Markawasi - Peru's ancient and mysterious stone forest. Markawasi (also spelled Marcahuasi), located at 12,500′ in the Andes Mountains.
YouTube - Marka Wasi - Peru's Inexplicable Stone Forest - Kathy Doore
Kathy Doore (1953 - 2015) has written Markawasi: Peru's Inexplicable Stone Forest
She had a website about Markawasi (and her book) but it is no longer online.
The man responsible for what little is known about Marcahuasi, was the late Daniel Ruzo, a Peruvian explorer. This interview was probably his last, filmed in 1991. With his wife Carola translating (both pictured left), we learn of his theories about the creation of the images in Markawasi. A forgotten race created the statues before they were destroyed by a world-wide cataclysm. A warning to us, he says.
According to the Ruzo’s, the previous humanity lived on earth in Proto-History; before our civilization. They were very advanced, able to travel world wide and left evidence of themselves in many places. (see Romanian “Sphinx”, right) This agrees with theories of the Hopi Indians suggesting we are not the first humanity to reach a degree of developmental sophistication, but probably the fourth or fifth.
Quoted from: The Mysterious Stone Monuments of Markawasi Peru
Pauline Gedge is a Canadian fiction writer of ancient history. Most of her books are about ancient Egypt.
But, the book I most remember is the very first of her books I ever read: The Eagle and the Raven. It was a book about the British Queen Boudicca. At that time I just had to know more about this ancient Queen who commanded an army and sacked a city. Her husband was killed, her daughters molested and yet Boudicca fought on. Rome had to step up it's game to defeat the Celtic Queen.
The book is about other important people in history at that time and place. Caradoc, the leader of another British tribe and the soldiers and leaders sent from Rome too. I do remember the character of Caradoc (I even got a little fictional crush on him while reading the book). None of the others can hold a candle to Boudicca. She stayed with me and has never stopped being an interest of mine every since I first read her story in Pauline Gedge's book.

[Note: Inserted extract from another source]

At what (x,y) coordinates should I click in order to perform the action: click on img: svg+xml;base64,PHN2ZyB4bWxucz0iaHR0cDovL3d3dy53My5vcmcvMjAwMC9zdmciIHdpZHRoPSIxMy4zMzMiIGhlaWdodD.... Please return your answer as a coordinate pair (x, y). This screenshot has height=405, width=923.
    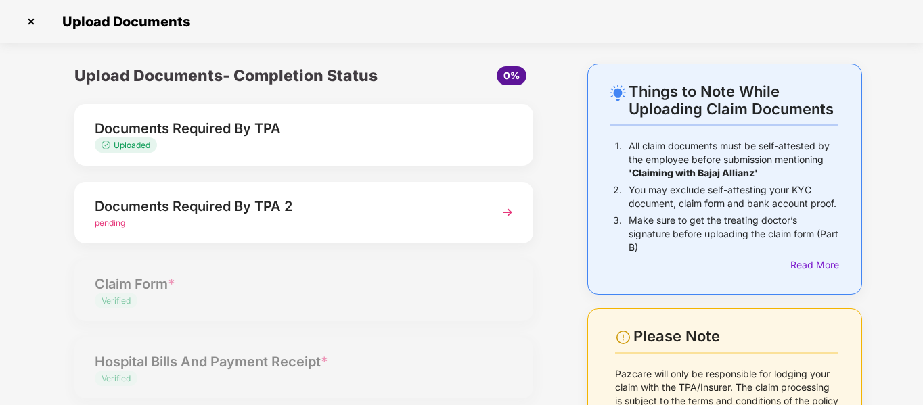
    Looking at the image, I should click on (108, 145).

But, that is all ancient history. Boudicca, Caradoc and the others are all long dead. I wish the book had become a series of books as Pauline has done with her books about people and times in ancient Egypt, but it didn't turn out that way (so far).
If you like reading historical fiction I highly suggest you pick up The Eagle and the Raven. It was an epic story. I read it when I was still a school girl and then read it again 30 years later and just found more to love about it.